"Especially the CPM government in West Bengal has been ruthlessly using the constitutional discrimination against Hindu schools for justifying take-overs. But have these organizations appealed to Hindu society to come to their rescue? Have they launched, or asked politicians to launch, a campaign to end this discrimination ? Apparently they have absolutely no confidence in the willingness of Hindu politicians to take up even an impeccably justified Hindu cause. So, I think Hindu politicians should make this their number one issue. Article 30 is far more unjust and harmful than Article 370 which gives a special status to Kashmir. You can better lose that piece of territory than to lose your next generations. It is also a good exercise in separating the genuine secularists from the Hindu-baiters. The demand for equality between all religions in education merely seeks the abrogation of an injustice against the Hindus, so it cannot be construed as directed against the minorities. It wants to stop a blatant case of discrimination on the basis of religion, so everyone who comes out in support of the present form of Article 30, will stand exposed as a supporter of communal discrimination. It is truly a watershed issue. .... A religious community is only a lawful category in strictly religious matters. In these, there is already discrimination against the Hindus. The state governments can (and do, as recently in Kerala) take over the management of Hindu temples, not of minority places of worship. They can (and do, as in West Bengal) take over school started by Hindu organizations. Apart from the secular aspects of education, there is religious discrimination against the Hindus in that the imparting of Hindus tradition is hampered, as well as the creation of a Hindu atmosphere in a school (e.g. through the selective recruitment of teachers, to which the minority schools are fully entitled). Both in the letter and spirit of the Constitution and in actual practice, Hindus as a religious community are discriminated against in matters of temples management and education. These discriminations are at least partly encroachments on the exercise n the exercise of the Hindus' constitutionally guaranteed religious freedom.
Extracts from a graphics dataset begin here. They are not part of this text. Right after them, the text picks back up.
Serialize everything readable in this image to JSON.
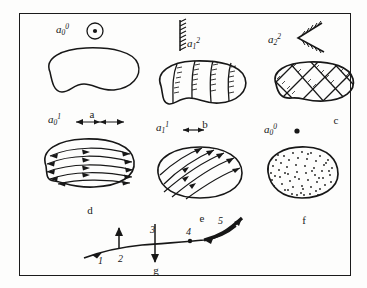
{
  "figure": {
    "border_color": "#1b1b1b",
    "ink_color": "#171717",
    "background": "#fdfdfc"
  },
  "panels": [
    {
      "id": "a",
      "caption": "a",
      "symbol": {
        "base": "a",
        "sub": "0",
        "sup": "0"
      },
      "marker": "circle-with-center-dot",
      "body": "plain-blob-outline",
      "description": "undeformed body, point symbol"
    },
    {
      "id": "b",
      "caption": "b",
      "symbol": {
        "base": "a",
        "sub": "1",
        "sup": "2"
      },
      "marker": "hatched-vertical-line",
      "body": "transverse-banded-blob",
      "description": "body with transverse hatched bands"
    },
    {
      "id": "c",
      "caption": "c",
      "symbol": {
        "base": "a",
        "sub": "2",
        "sup": "2"
      },
      "marker": "hatched-converging-wedge",
      "body": "cross-hatched-lattice-blob",
      "description": "body with cross-hatched diamond lattice"
    },
    {
      "id": "d",
      "caption": "d",
      "symbol": {
        "base": "a",
        "sub": "0",
        "sup": "1"
      },
      "marker": "double-headed-arrow-diverging",
      "body": "horizontal-flow-lines-bidirectional",
      "description": "body with bidirectional horizontal flow lines"
    },
    {
      "id": "e",
      "caption": "e",
      "symbol": {
        "base": "a",
        "sub": "1",
        "sup": "1"
      },
      "marker": "short-double-arrow",
      "body": "diagonal-flow-lines-unidirectional",
      "description": "body with diagonal flow lines"
    },
    {
      "id": "f",
      "caption": "f",
      "symbol": {
        "base": "a",
        "sub": "0",
        "sup": "0"
      },
      "marker": "solid-dot",
      "body": "stippled-blob",
      "description": "body with dense stipple fill"
    }
  ],
  "profile": {
    "id": "g",
    "caption": "g",
    "markers": [
      {
        "label": "1",
        "type": "inclined-arrow-on-curve"
      },
      {
        "label": "2",
        "type": "upward-arrow-tick"
      },
      {
        "label": "3",
        "type": "crossing-tick-both-sides"
      },
      {
        "label": "4",
        "type": "point-dot-on-curve"
      },
      {
        "label": "5",
        "type": "thickened-segment-with-arrowheads"
      }
    ]
  }
}
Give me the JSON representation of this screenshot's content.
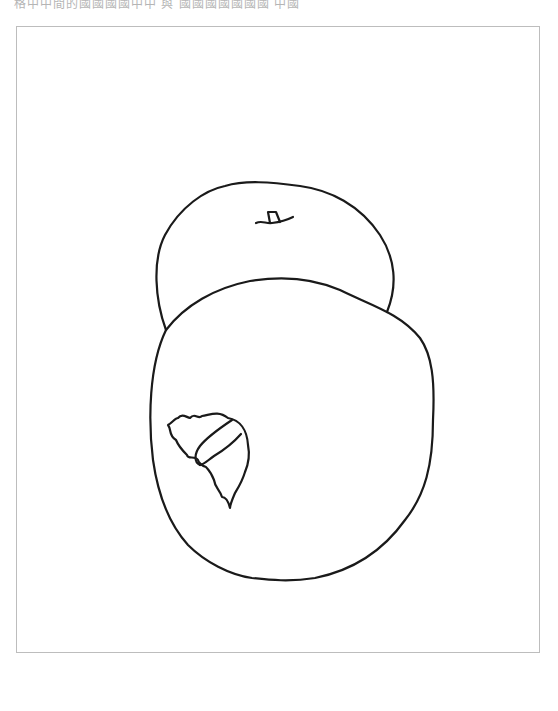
{
  "page": {
    "top_text": "格中中間的國國國國中中 與 國國國國國國國 中國"
  },
  "colors": {
    "background": "#ffffff",
    "line": "#1a1a1a",
    "frame": "#bdbdbd"
  }
}
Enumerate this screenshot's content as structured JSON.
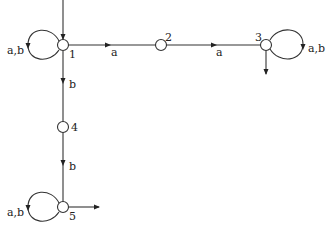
{
  "diagram": {
    "type": "finite-automaton",
    "states": [
      {
        "id": "1",
        "label": "1",
        "initial": true,
        "final": false,
        "self_loop": "a,b"
      },
      {
        "id": "2",
        "label": "2",
        "initial": false,
        "final": false
      },
      {
        "id": "3",
        "label": "3",
        "initial": false,
        "final": true,
        "self_loop": "a,b"
      },
      {
        "id": "4",
        "label": "4",
        "initial": false,
        "final": false
      },
      {
        "id": "5",
        "label": "5",
        "initial": false,
        "final": true,
        "self_loop": "a,b"
      }
    ],
    "transitions": [
      {
        "from": "1",
        "to": "2",
        "label": "a"
      },
      {
        "from": "2",
        "to": "3",
        "label": "a"
      },
      {
        "from": "1",
        "to": "4",
        "label": "b"
      },
      {
        "from": "4",
        "to": "5",
        "label": "b"
      }
    ],
    "labels": {
      "s1": "1",
      "s2": "2",
      "s3": "3",
      "s4": "4",
      "s5": "5",
      "loop1": "a,b",
      "loop3": "a,b",
      "loop5": "a,b",
      "e12": "a",
      "e23": "a",
      "e14": "b",
      "e45": "b"
    },
    "colors": {
      "stroke": "#333333",
      "background": "#ffffff"
    }
  }
}
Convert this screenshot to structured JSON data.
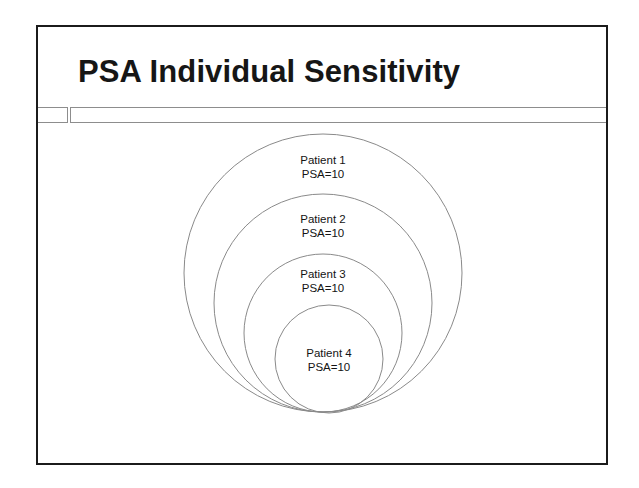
{
  "slide": {
    "title": "PSA Individual Sensitivity",
    "background_color": "#ffffff",
    "border_color": "#1b1b1b",
    "text_color": "#161616",
    "divider_color": "#8d8d8d"
  },
  "diagram": {
    "type": "nested-tangent-circles",
    "stroke_color": "#8a8a8a",
    "fill": "none",
    "tangent_point": {
      "x": 321,
      "y": 410
    },
    "circles": [
      {
        "id": "patient-1",
        "name": "Patient 1",
        "value": "PSA=10",
        "center": {
          "x": 321,
          "y": 271
        },
        "radius": 139,
        "label_position": {
          "x": 321,
          "y": 158
        }
      },
      {
        "id": "patient-2",
        "name": "Patient 2",
        "value": "PSA=10",
        "center": {
          "x": 321,
          "y": 301
        },
        "radius": 109,
        "label_position": {
          "x": 321,
          "y": 217
        }
      },
      {
        "id": "patient-3",
        "name": "Patient 3",
        "value": "PSA=10",
        "center": {
          "x": 321,
          "y": 331
        },
        "radius": 79,
        "label_position": {
          "x": 321,
          "y": 272
        }
      },
      {
        "id": "patient-4",
        "name": "Patient 4",
        "value": "PSA=10",
        "center": {
          "x": 327,
          "y": 357
        },
        "radius": 54,
        "label_position": {
          "x": 327,
          "y": 351
        }
      }
    ]
  }
}
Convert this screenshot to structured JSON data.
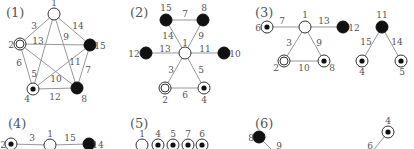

Just imagine what rhetoric and agitation would be lunched if such discriminations had applied to the minorities."
Quote Details
Added by wikiquote-import-bot
Unverified quote
0 likes
Original Language: English
Available Languages (1)
Sources
Koenraad Elst, Ayodhya and After: Issues Before Hindu Society (1991)
https://en.wikiquote.org/wiki/Education_in_India
Revision History
No revisions have been submitted for this quote.
Categories
Education in India
81 quotes on TrueQuotesView all quotes by Education in India →
Related Quotes
"National education cannot be defined briefly in one or two sentences, but we may describe it tentatively as the educa…"
"The living spirit of the demand for national education no more requires a return to the astronomy and mathematics of …"
"[Is the system in England different from that introduced in India?] Yes, [in India] they want only clerks and the edu…"
"As Gandhiji pointed out, in a country where the Ramayana is recited by the low-lowliest, in the remotest corners, the…"
"There is a strange idea prevalent that by merely teaching the dogmas of religion children can be made pious and moral…"
"The economy with which children are taught to write in the native schools, and the system by which the more advanced …"
"there are multitudes who cannot even avail themselves of the advantages ... I am sorry to state, that this is ascriba…"
"It cannot have escaped the government that of nearly a million of souls in this District, not 7,000 are now at school…"
"Such is the state in this District of the various schools in which reading, writing and arithmetic are taught in the …"
"Hindu sciences have retired far away from those parts of the country conquered by us, and have fled to places which o…"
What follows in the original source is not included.